First up had been Jonathan Harvey's new Two Interludes for an Opera. The opera is for Netherlands Opera in 2007, and based on a Buddhist extrapolation around the moment of Wagner's death. These two substantial interludes are scored for 22 players who are subject to some apparently complex spatialisation. I didn't register this as especially remarkable, but it adds another layer to Harvey's rich timbral mix to help create some extremely beautiful sounds and a compelling dramatic context that bodes well for the opera to come.

The first interlude represents Wagner's heart attack, and "the journey Wagner's mind takes immediately after", with a Big Bang of impressive impact followed by waves of alternately slow and faster music, within which Harvey's many imaginative gestures - the repeating strikes and resonances of a gong, the many sudden surges and falls - are vividly shaped. The second interlude, drawing on Buddhist legend, evokes burgeoning young love in a weirdly beautiful cello solo, accompanied by a whole host of wonderful things.

Martyn Brabbins conducted what seemed a fine world première account of these two pieces, and the London Sinfonietta played everything on the programme with loving attention to detail. But as a total experience, the concert was, as I've suggested, unsatisfying.

Following the Harvey, we had the Austrian composer Georg Friedrich Haas's Monodie: similarly slow and sonically probing, but rather blunt and protracted, and for a while bizarrely Wagnerian, in the way it goes about its business. After this, quite a few of the band presumably went home.

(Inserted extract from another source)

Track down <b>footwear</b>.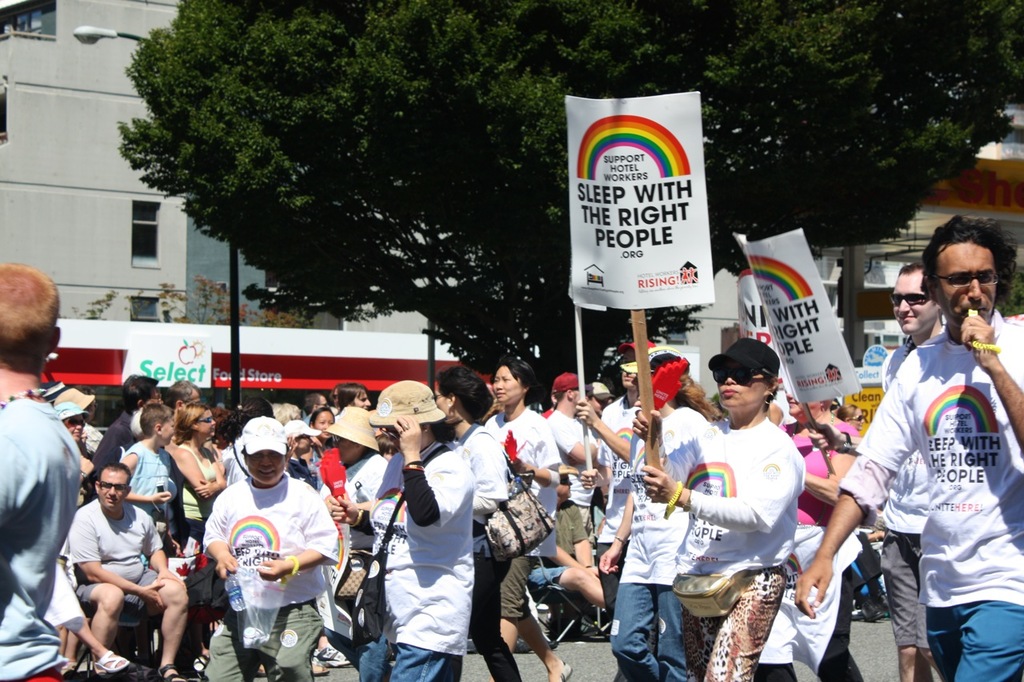
Tracked to [95, 649, 128, 668].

James Clarke is a fine but neglected English composer in his forties, but it was a shame that Concetto Spaziale (per Lucio Fontana) was selected as the first piece of his that the Sinfonietta has ever played, since this work for four players and electronics lays down yet another ethereal backdrop but offers only undercharacterised music around it.

Harvey's classic tape piece, Mortuos Plango, Vivos Voco, weaved its usual magic after the interval. But the aforementioned Rihm never delivered the truly epic climax that its first half seemed so firmly to promise. Instead, it frittered its second half away in increasingly sagging attempts to revive the tension and some very empty rhetoric.